Ringfort (Rath), Carrowneden, Co. Sligo
Co. Sligo |
Ringforts
A nineteenth-century road runs straight through the middle of this early medieval ringfort in Carrowneden, Co. Sligo, and the earthwork has simply absorbed it.
Two low parallel banks cross the interior on a roughly north-east to south-west axis, with a slightly sunken gap of around six metres between them; that hollow is the ghost of a road or trackway recorded on the 1837 Ordnance Survey six-inch map, long since disused but still legible in the ground. It is a quietly odd collision of timescales, a routeway that was probably worn down to nothing before living memory, cutting through a site that predates it by perhaps a thousand years or more.
A rath is an earthen ringfort, the most common monument type surviving from early medieval Ireland, typically the enclosed farmstead of a single family and their livestock. This one sits in level pasture a short distance west of a north-south ridge, and measures roughly twenty-five metres in diameter. Its defining feature is a double bank arrangement: an outer earthen bank, about 3.8 metres wide, that retains a pronounced external slope of up to 1.5 metres despite being largely levelled on its north-west to north-east arc, and an inner bank that mirrors its curve from the east around to the west. A gap of about two metres separates the two. Whether the inner bank was part of the original design or a later addition is not certain; it may reflect a phase of modification rather than the rath's primary construction. What survives is enough to read the form clearly, even if the full biography of the site remains open.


[Work item] Lines of the data that contain the word "will" are the ones to copy.

+---+

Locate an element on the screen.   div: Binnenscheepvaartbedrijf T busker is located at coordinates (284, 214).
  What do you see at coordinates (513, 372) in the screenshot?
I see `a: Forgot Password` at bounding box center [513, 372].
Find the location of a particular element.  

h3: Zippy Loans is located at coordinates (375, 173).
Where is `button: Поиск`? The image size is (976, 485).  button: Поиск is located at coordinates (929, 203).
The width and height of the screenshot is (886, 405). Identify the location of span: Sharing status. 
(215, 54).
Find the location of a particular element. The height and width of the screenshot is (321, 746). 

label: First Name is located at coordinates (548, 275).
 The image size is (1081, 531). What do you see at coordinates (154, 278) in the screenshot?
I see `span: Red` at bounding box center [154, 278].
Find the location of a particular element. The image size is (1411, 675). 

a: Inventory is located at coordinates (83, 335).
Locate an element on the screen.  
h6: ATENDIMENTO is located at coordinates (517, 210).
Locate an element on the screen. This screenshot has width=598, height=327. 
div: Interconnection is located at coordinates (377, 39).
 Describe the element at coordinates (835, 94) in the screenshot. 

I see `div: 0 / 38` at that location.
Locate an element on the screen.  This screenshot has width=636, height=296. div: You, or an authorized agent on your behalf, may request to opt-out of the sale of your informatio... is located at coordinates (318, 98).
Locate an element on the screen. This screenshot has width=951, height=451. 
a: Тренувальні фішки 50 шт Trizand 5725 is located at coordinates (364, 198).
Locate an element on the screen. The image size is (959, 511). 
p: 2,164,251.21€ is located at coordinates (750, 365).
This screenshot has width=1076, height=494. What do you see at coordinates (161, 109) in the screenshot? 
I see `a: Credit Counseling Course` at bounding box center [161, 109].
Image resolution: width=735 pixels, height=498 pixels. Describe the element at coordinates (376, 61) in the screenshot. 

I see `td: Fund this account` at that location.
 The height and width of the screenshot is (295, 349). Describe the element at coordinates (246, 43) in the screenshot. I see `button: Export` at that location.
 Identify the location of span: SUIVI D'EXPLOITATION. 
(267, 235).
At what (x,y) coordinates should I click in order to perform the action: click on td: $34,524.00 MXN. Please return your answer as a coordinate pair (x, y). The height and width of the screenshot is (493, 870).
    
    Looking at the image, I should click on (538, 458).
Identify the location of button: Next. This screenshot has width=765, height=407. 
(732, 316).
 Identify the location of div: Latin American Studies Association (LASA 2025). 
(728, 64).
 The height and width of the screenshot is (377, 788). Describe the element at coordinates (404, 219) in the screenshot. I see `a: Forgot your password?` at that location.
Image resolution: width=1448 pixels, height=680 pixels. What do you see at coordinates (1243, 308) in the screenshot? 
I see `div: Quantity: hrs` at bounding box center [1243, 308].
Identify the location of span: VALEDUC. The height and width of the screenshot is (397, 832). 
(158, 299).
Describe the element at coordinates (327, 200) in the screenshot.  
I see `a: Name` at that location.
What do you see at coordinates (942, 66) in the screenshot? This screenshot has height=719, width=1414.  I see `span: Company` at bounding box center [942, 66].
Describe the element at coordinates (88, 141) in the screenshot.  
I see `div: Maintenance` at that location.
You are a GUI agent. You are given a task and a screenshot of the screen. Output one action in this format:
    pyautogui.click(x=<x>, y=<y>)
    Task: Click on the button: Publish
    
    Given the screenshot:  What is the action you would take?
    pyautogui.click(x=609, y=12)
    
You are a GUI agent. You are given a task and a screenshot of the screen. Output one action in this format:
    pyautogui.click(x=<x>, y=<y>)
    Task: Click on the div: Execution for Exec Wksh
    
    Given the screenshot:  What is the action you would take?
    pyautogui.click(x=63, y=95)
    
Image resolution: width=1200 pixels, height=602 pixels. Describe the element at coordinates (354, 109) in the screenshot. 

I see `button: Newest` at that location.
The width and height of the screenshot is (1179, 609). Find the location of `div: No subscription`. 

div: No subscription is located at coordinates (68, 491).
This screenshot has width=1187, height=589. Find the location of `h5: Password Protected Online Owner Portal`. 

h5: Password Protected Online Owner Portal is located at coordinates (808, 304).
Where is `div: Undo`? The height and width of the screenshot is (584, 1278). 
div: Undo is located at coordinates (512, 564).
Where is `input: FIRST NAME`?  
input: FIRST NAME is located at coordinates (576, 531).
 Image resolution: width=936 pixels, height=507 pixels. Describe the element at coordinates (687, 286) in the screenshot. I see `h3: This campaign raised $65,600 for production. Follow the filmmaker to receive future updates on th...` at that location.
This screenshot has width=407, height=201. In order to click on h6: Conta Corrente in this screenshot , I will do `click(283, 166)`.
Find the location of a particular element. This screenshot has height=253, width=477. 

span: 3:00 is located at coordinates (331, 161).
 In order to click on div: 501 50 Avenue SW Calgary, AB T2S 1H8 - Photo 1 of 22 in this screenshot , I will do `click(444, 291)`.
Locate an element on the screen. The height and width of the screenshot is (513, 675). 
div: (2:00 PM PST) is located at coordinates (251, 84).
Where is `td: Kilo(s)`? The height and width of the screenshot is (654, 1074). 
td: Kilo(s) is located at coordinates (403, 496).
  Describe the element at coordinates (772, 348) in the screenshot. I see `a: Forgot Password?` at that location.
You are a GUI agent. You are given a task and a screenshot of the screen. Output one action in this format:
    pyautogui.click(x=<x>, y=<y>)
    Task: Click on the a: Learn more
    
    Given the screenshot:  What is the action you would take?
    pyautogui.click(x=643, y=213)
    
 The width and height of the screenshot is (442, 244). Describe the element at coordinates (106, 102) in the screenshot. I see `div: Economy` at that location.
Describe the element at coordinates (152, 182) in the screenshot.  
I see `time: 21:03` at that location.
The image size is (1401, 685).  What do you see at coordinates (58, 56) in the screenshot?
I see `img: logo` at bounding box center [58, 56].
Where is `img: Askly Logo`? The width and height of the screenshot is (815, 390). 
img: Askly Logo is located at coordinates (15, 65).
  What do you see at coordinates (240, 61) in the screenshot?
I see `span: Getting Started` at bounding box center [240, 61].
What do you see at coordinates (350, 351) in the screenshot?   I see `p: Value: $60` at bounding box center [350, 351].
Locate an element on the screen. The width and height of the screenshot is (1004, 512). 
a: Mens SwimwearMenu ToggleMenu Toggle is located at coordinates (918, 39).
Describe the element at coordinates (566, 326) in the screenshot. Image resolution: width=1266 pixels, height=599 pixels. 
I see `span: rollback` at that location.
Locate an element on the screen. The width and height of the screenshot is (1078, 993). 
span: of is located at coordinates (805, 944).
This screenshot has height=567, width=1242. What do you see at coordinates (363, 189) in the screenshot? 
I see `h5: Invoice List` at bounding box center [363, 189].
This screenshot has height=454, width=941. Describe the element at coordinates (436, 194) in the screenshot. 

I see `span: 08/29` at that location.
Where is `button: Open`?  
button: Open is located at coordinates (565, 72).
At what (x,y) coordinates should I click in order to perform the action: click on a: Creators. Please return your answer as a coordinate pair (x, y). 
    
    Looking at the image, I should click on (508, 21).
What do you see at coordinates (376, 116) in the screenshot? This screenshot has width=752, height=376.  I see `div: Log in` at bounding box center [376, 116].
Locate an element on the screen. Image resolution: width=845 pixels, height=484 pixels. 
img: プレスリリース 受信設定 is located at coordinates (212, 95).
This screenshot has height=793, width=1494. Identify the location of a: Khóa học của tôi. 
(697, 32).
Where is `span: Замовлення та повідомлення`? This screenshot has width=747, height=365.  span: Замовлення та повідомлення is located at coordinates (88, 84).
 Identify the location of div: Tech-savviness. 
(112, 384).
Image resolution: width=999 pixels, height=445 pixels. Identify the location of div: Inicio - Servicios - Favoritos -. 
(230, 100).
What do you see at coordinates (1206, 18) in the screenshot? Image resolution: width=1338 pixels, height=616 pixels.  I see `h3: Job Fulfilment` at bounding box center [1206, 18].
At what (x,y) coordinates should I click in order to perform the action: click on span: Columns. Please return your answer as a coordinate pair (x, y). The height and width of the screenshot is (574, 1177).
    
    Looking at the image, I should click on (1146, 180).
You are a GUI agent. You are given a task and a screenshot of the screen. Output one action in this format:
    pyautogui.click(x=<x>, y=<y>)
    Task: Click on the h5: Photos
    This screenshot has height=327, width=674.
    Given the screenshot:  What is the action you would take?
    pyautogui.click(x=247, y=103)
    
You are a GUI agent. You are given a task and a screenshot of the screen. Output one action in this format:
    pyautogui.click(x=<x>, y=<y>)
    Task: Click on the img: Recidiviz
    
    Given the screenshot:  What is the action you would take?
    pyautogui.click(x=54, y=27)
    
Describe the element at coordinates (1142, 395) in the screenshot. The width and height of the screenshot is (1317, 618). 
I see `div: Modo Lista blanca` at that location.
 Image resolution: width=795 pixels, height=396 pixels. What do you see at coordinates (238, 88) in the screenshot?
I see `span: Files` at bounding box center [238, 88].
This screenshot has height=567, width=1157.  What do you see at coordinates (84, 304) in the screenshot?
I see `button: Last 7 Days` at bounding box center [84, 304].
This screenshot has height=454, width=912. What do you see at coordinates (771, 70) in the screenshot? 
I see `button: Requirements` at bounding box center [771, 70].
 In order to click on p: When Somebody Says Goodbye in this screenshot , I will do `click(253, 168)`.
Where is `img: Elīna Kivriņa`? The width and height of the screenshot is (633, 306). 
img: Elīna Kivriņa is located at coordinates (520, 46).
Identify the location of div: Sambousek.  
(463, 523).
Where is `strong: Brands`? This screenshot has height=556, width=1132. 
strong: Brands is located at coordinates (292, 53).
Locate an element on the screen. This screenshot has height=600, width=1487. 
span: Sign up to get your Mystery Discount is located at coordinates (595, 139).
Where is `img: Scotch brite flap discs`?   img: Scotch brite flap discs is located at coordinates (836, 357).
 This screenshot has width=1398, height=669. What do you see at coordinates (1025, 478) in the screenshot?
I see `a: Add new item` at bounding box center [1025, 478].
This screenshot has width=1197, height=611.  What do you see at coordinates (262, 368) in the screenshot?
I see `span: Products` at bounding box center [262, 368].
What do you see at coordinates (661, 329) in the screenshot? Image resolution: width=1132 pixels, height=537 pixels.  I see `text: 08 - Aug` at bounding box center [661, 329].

+---+

[Exercise result]
This screenshot has width=407, height=201. In order to click on h6: Conta Corrente in this screenshot , I will do `click(283, 166)`.
 In order to click on div: 501 50 Avenue SW Calgary, AB T2S 1H8 - Photo 1 of 22 in this screenshot , I will do `click(444, 291)`.
 In order to click on p: When Somebody Says Goodbye in this screenshot , I will do `click(253, 168)`.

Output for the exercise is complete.